Stack variants¶
Quick comparison¶
COS |
COS Lite |
|
---|---|---|
Purpose |
Horizontally scalable, enterprise-ready |
Resource-constrained or near-edge deployment |
Telemetry types |
Logs, metrics, traces |
Logs, metrics |
Resiliency |
Scalable microservices with node anti-affinity (HA-ready) |
Monolithic mode (multi-node non-identical replication) |
Storage |
S3 (managed independently) |
Via PVCs, e.g. |
Load balancing |
Dedicated Nginx for Loki, Mimir, Tempo; Traefik on top of that |
Traefik balances across units externally, but separate grafana datasources for loki/prometheus units |
Self-monitoring |
Logs, metrics, traces via in-model opentelemetry-collector charm |
Metrics only, via direct relations |
Minimum system requirements |
1x 8cpu16gb + storage nodes |
1x 4cpu8gb (+storage nodes, if any) |
COS Lite¶
Canonical Observability Stack Lite (referred to as COS Lite) is designed for the edge and is capable of running reliably alongside MicroK8s and Juju with limited computing resources (around 8 GB of memory).
The charms in COS Lite can be integrated with other Juju-managed applications to provide a turn-key observability solution for your charmed workloads.
In addition, the Canonical Observability Stack is capable, through the use of Grafana Agent, to observe applications running outside of the Juju context as well.
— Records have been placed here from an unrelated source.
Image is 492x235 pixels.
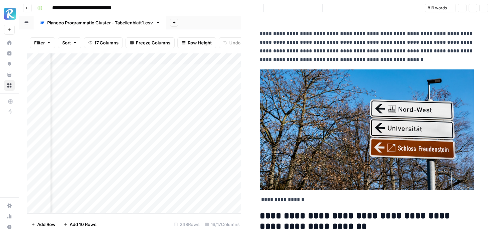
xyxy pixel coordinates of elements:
[84,37,123,48] button: 17 Columns
[4,222,15,233] button: Help + Support
[4,5,15,22] button: Workspace: Radyant
[171,219,202,230] div: 248 Rows
[34,16,166,29] a: Planeco Programmatic Cluster - Tabellenblatt1.csv
[70,221,96,228] span: Add 10 Rows
[229,39,240,46] span: Undo
[4,70,15,80] a: Your Data
[4,8,16,20] img: Radyant Logo
[58,37,81,48] button: Sort
[136,39,170,46] span: Freeze Columns
[34,39,45,46] span: Filter
[424,4,455,12] button: 819 words
[4,80,15,91] a: Browse
[47,19,153,26] div: Planeco Programmatic Cluster - Tabellenblatt1.csv
[37,221,56,228] span: Add Row
[30,37,55,48] button: Filter
[177,37,216,48] button: Row Height
[60,219,100,230] button: Add 10 Rows
[4,37,15,48] a: Home
[27,219,60,230] button: Add Row
[94,39,118,46] span: 17 Columns
[62,39,71,46] span: Sort
[427,5,446,11] span: 819 words
[4,48,15,59] a: Insights
[125,37,175,48] button: Freeze Columns
[4,211,15,222] a: Usage
[219,37,245,48] button: Undo
[4,59,15,70] a: Opportunities
[4,201,15,211] a: Settings
[188,39,212,46] span: Row Height
[202,219,242,230] div: 16/17 Columns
See this article for details.
Components¶
COS Lite consists of two types of components: core and auxiliary, where core are needed for the solution to function, while the auxiliary ones may be added to enhance the functionality as needed.
Core¶
Prometheus¶
The Prometheus charmed operator is responsible for ingesting, storing, evaluating and serving metric telemetry. While it has a separate user interface, the main way of consumption is through Grafana.
Loki¶
The Loki charmed operator is responsible for ingesting, storing, evaluating and serving log telemetry. The main way of consumption is through the Grafana user interface.
Alertmanager¶
The Alertmanager charmed operator is responsible for routing alert notifications on to relevant recipients based on the alert rules expressed in Prometheus and Loki.
Grafana¶
The Grafana charmed operator provides a highly customizable and flexible way of visualizing and consuming the telemetry data generated by your workloads.
Traefik¶
The Traefik charmed operator provides a way to ingress applications running on Kubernetes. In the Canonical Observability Stack, it is used to provide access to the stack both for users, and for Grafana Agents that want to send over telemetry.
Catalogue¶
Collectors¶
Grafana Agent for Kubernetes¶
The Grafana Agent charmed operator for Kubernetes provides a way to fetch and forward telemetry, alert rules, and dashboards via Juju relations, and send them over to the observability stack.
Grafana Agent for Machines¶
The Grafana Agent charmed operator for Machines provides a way to fetch and forward telemetry, alert rules, and dashboards via cross-model Juju relations, and send them over to the observability stack.
Optional¶
Optional components are components that you may use to enhance your observability stack based on specific use cases or circumstances. They are not needed for the stack to work.
Prometheus Scrape Config¶
The Prometheus Scrape Config charmed operator allows you to tweak the settings of scrape jobs by placing it between a scraper like Grafana Agent and the charm you want to scrape.
Prometheus Scrape Target¶
The Prometheus Scrape Target charmed operator allows you to scrape targets not managed by Juju
by making their /metrics
endpoints part of the Juju state.
COS Proxy¶
The COS Proxy charmed operator is a charm for virtual and physical machines designed to “translate” the relations supported by the previous iteration, LMA, to COS native ones.
COS Configuration¶
The COS Configuration charmed operator provides a GitOps approach to manage Prometheus alerts, Loki alerts and Grafana dashboards that are specific to your Juju deployments, rather than to a particular charm.
Karma¶
The Karma charmed operator enables you to visualize alerts from various Alertmanager clusters in a unified fashion, e.g., if you were to deploy many observability stacks on separate edge compute devices, or in different production environments, and want to keep a centralized overview.